171. without war

gyakorlatilag biztosra veszem hogy simán pótolod a hiányzó szót... a fordításhoz már némi tudás+tehetség is kellhet, teszteld magad :)



 segítség a nyelvtanhoz:
  * feltételes mód (videó)
  * feltételes mód_mondatok
  * képes, tud_mondatok

(http://www.ancient.eu/war)
(from “War” by Joshua J. Mark published on 02 September 2009)
The word 'war' comes to English by the old High German language word 'Werran' (to confuse or to cause confusion) through the Old English 'Werre' (meaning the same), and is a state of open and usually declared armed conflict between political entities such as sovereign states or between rival political or social factions within the same state. The Prussian military analyst Carl Von Clausewitz, in his book On War, calls it, “continuation of politics carried on by other means.” War is waged by political entities, nations or, earlier, city states in order to resolve political or territorial disputes and are carried out on the battlefield by armies comprised of soldiers of the contending nations or by mercenaries paid by a government to wage battle...
...The first war in recorded history took place in Mesopotamia in 2700 BCE between Sumer and Elam. The Sumerians, under command of the King of Kish, Enembaragesi, defeated the Elamites in this war and, it is recorded, “carried away as spoils the weapons of Elam.”...

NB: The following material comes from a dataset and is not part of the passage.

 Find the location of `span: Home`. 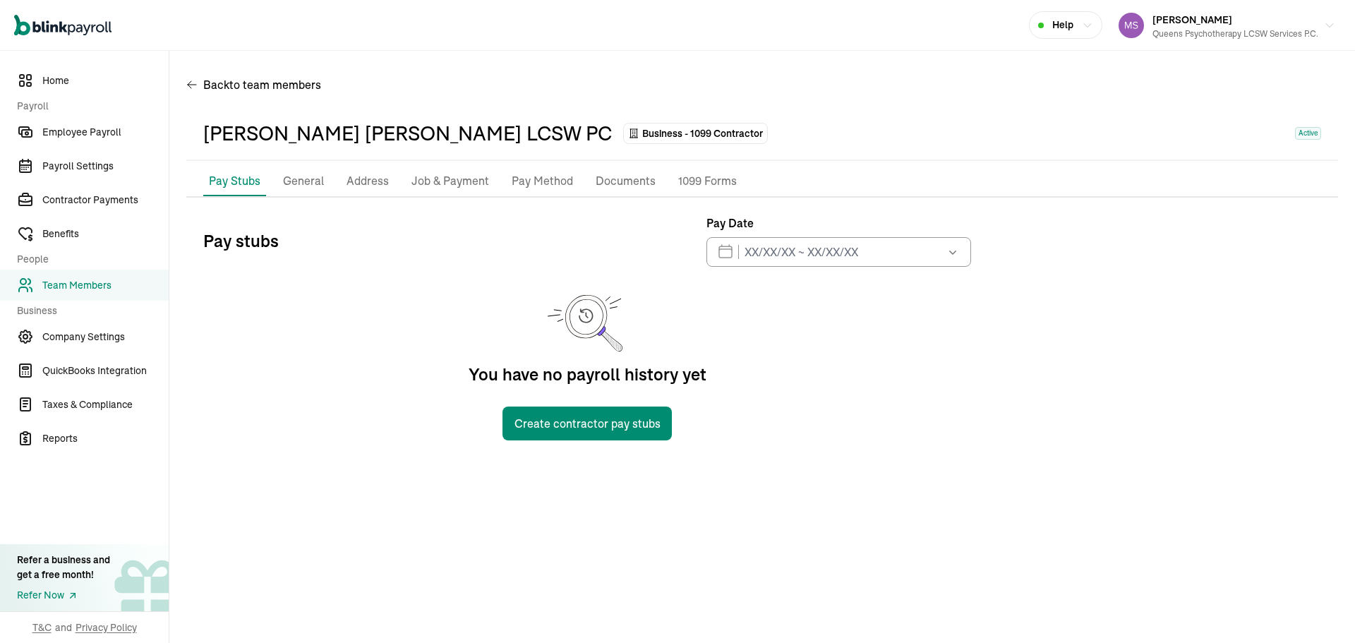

...With advancements in technology, war has increasingly wreaked chaos and destruction upon the lives and cities of combatants and non-combatants and, true to the origins of the name, has sown confusion throughout time. The first armed conflict in history recorded by eyewitnesses was the Battle of Megiddo in 1479 BCE between Thutmose III of Egypt and an alliance of former Egyptian territories under the leadership of the King of Kadesh. The Hebrew name for Megiddo is 'Armageddon' well known from the biblical Book of Revelation as the site of the final battle between good and evil and has come to be used as a general term for a dramatic situation involving the end of the world. If one regards the predictions of Revelation as trustworthy then, as the historian Davis notes, “The foundation for one of the great ironies of history is thus foretold: the beginning and the end of military history occur at the same site”. However that may be, war continues as a common extension of political disputes in modern times and, as human beings never radically change in disposition, will continue be employed in the future as it has been in the past; fueled and justified by the ages-old tribe mentality.